British diplomat linked to Profumo
Unmasked Soviet spy said to have attended pivotal lunch while working as a Telegraph correspondent
A BRITISH diplomat unmasked as a Soviet spy yesterday was linked to the Profumo scandal during his time as communist affairs correspondent on The Daily Telegraph.
David Floyd confessed to spying for the Soviet Union while working as a translator at the British military mission and embassy in Moscow, according to newly released Foreign Office documents.
Floyd’s son Sir Christopher Floyd, who is one of the country’s highest ranking judges as a Lord Justice of Appeal, has told of his shock at learning his father worked for the Kremlin. David Floyd, who died aged 83 in 1997, went on to become a senior reporter with The Telegraph and attended a pivotal lunch in 1961 at the Garrick Club in London at which Captain Yevgeny Ivanov, a Soviet naval attaché, met Stephen Ward, the osteopath and artist. Ward introduced both Ivanov and John Profumo, the Secretary of State for War, to Christine Keeler.
Both men had affairs with Keeler. The ensuing scandal forced Profumo’s resignation and rocked the Conservative government of the day. Floyd’s outing as a Soviet spy may now force a reappraisal of the significance of his lunch with Ward and Ivanov at the outset of the Profumo scandal. Jeff Hulbert, a historian who obtained the Foreign Office documents through a series of Freedom of Information requests, said: “The usual interpretation of Floyd’s presence at the lunch was as a makeweight. But he was certainly there at the creation of the Profumo scandal.

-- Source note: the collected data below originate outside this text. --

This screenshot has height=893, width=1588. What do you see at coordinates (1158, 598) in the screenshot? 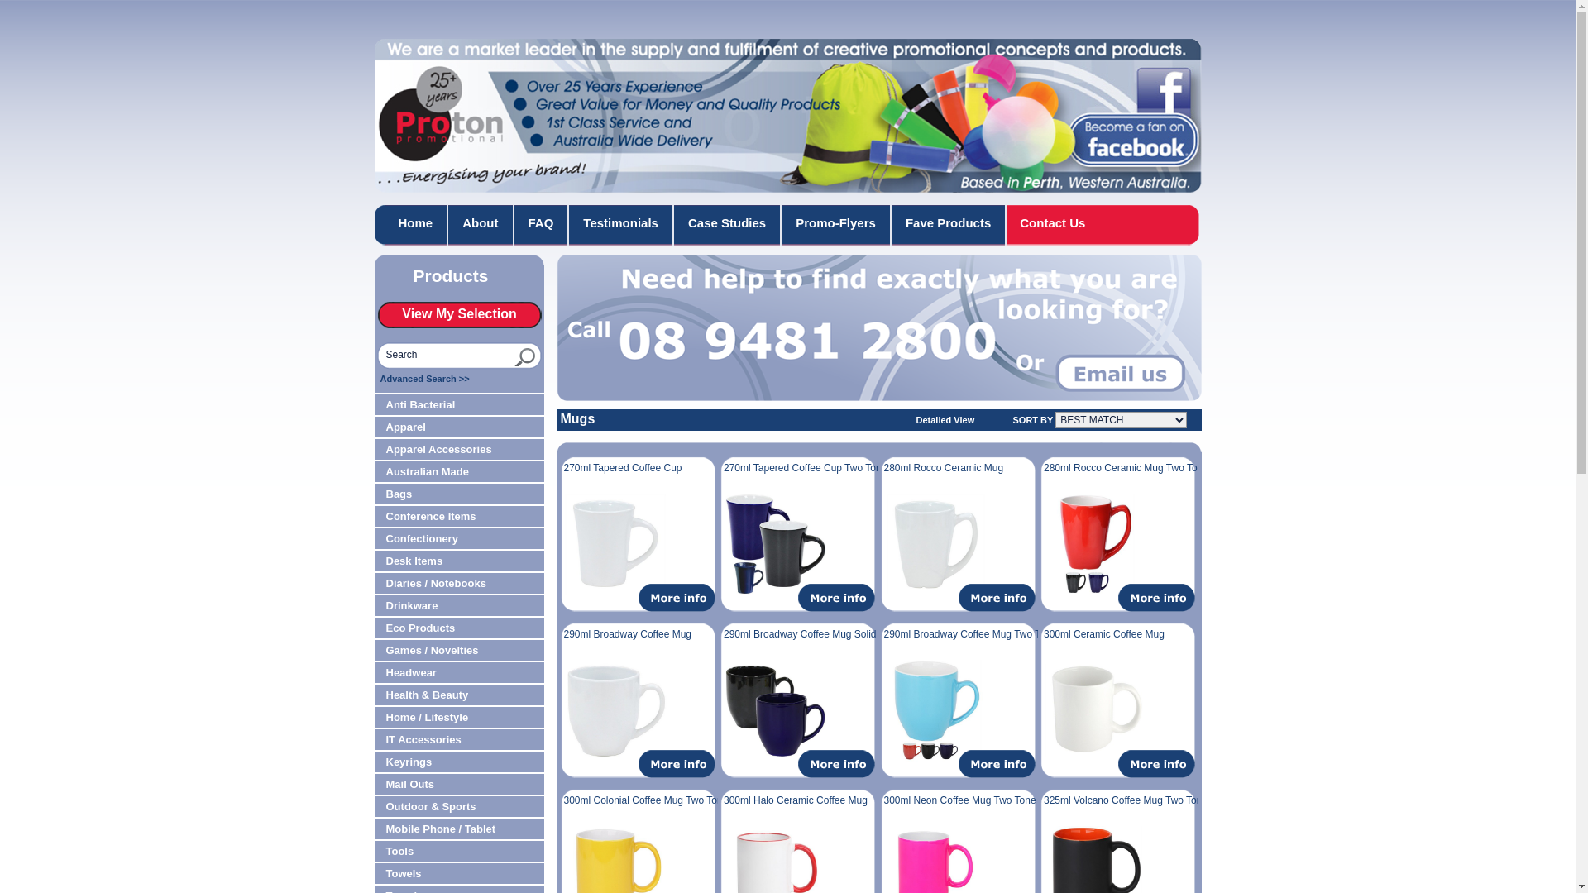
I see `      ` at bounding box center [1158, 598].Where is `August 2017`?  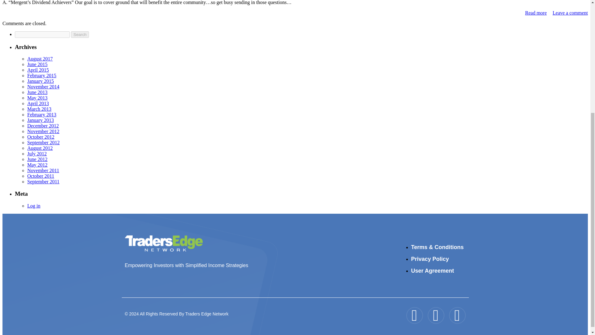 August 2017 is located at coordinates (40, 59).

Who knows his true significance.”
Mr Hulbert, author of a book on the Cambridge spy Guy Burgess, obtained almost 300 pages of documents on Floyd, known as “Pink Floyd” and described in his obituary as “one of Fleet Street’s most knowledgeable Kremlinologists”.
The files, from 1950 and 1951, reveal that Floyd had confessed to being a spy during his stint in Moscow between 1944 and 1947 but that the Foreign Office covered up the scandal, choosing not to prosecute him.

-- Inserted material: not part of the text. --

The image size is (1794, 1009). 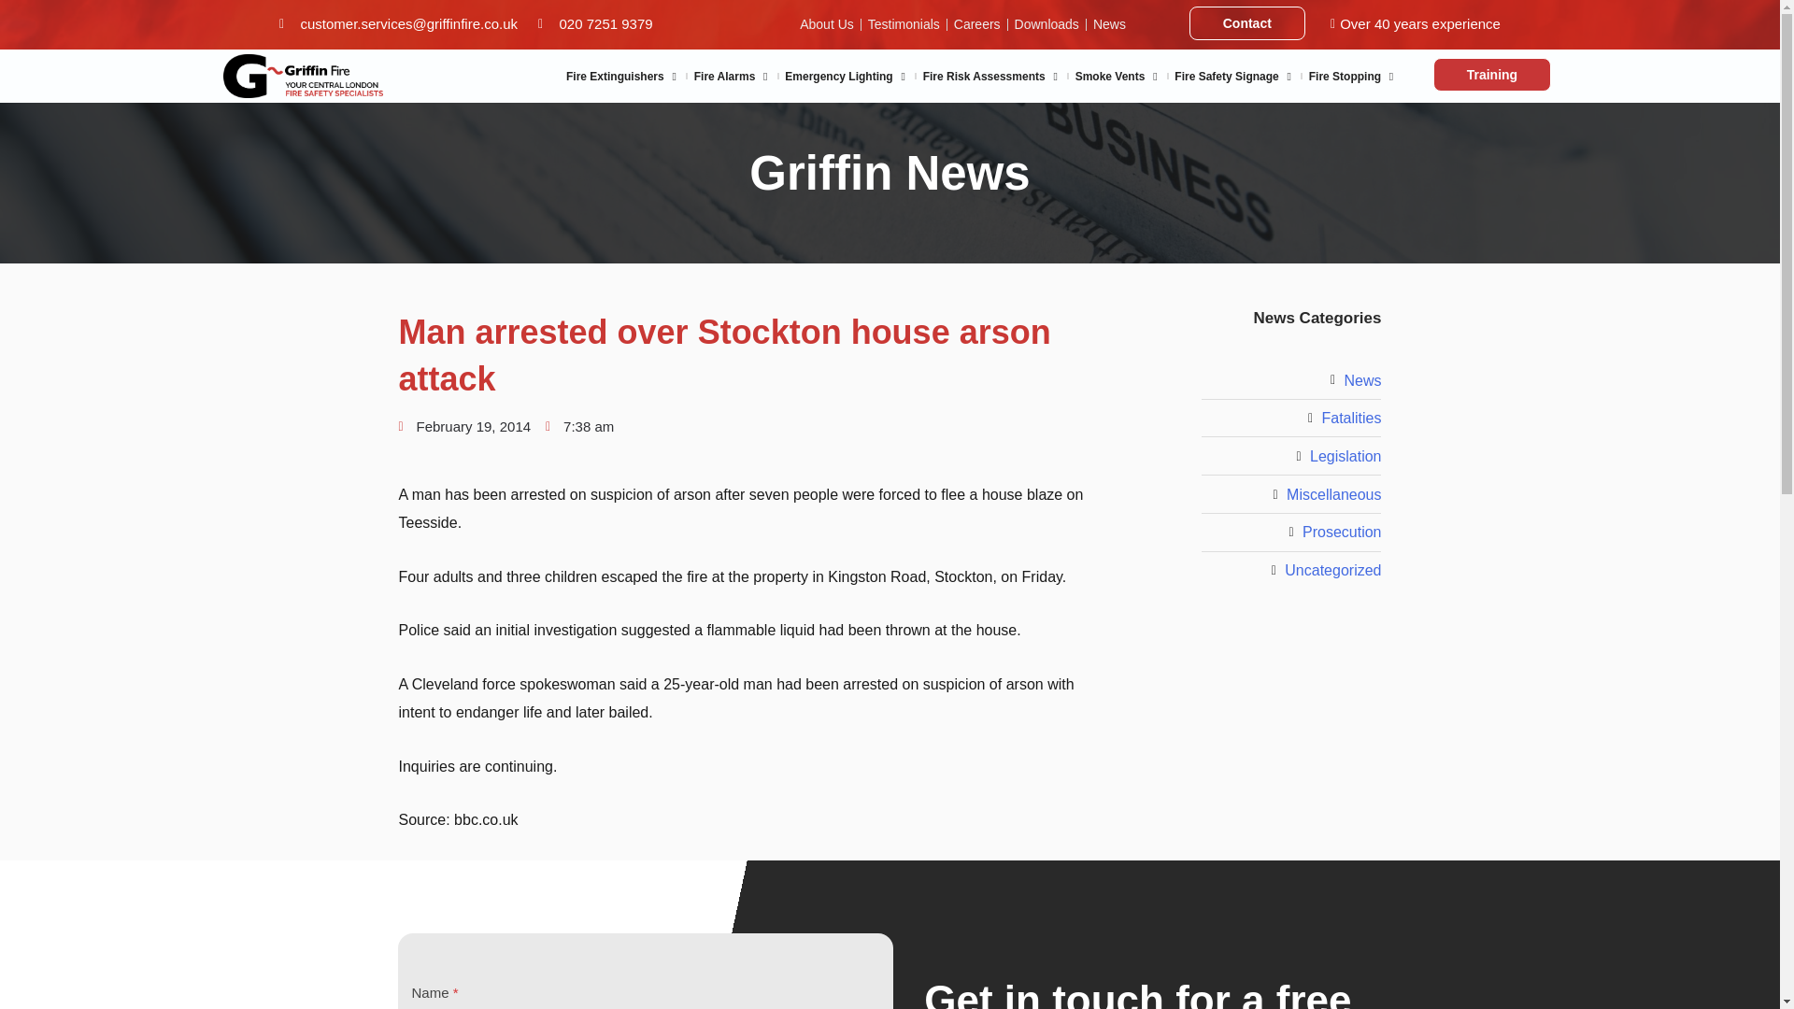 I want to click on Over 40 years experience, so click(x=1409, y=24).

The embarrassment was all the greater as Floyd had been a prominent student Communist agitator while at Oxford University. The son of a railway worker from Swindon, he had become secretary of the Oxford University branch of the Communist party and later became fluent in Russian. Floyd was also suspected of leaking information while working at the British embassies in Prague and Belgrade although he denied that. In one file, prosecutors concluded there was “insufficient evidence”.

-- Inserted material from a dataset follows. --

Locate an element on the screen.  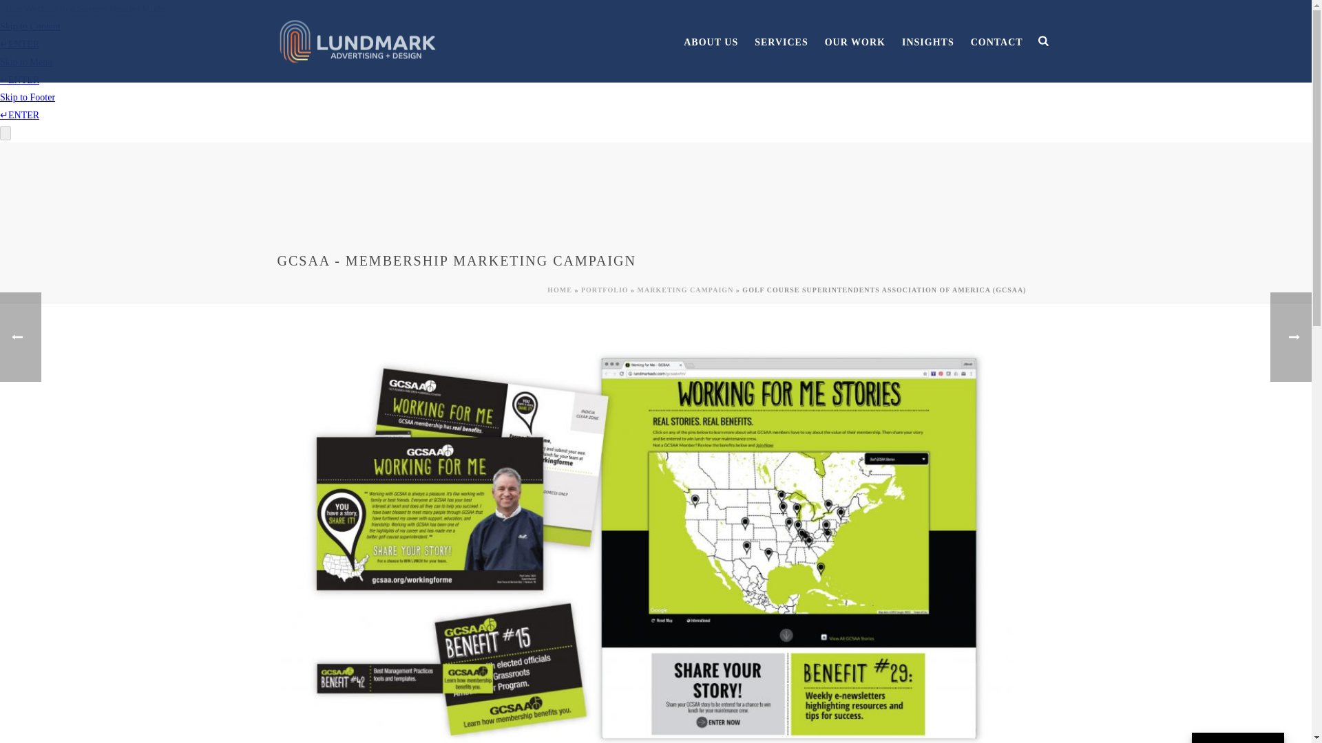
SERVICES is located at coordinates (781, 41).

Floyd was sacked following his confession in 1951 but was subsequently hired within a year by The Daily Telegraph, whose editor, Sir Colin Coote, would later arrange the Garrick Club lunch at which Floyd, Ward and Ivanov were all present.
Intriguingly, Malcolm Muggeridge, Coote’s deputy editor, worked for MI6. It has been reported that Coote had also worked for the intelligence agency.
Sir Christopher, 66, told The Sunday Times, which confronted him: “It is very shocking for me to hear this.” He declined to comment further.
Mr Hulbert said that the role of Floyd – both as a spy in the late Forties and early Fifties and in the Profumo affair – needed greater examination. Mr Hulbert added that most of the documents he obtained contained large passages heavily blacked out and censored, suggesting the case remains sensitive. “There needs to be more disclosures,” Mr Hulbert told The Telegraph.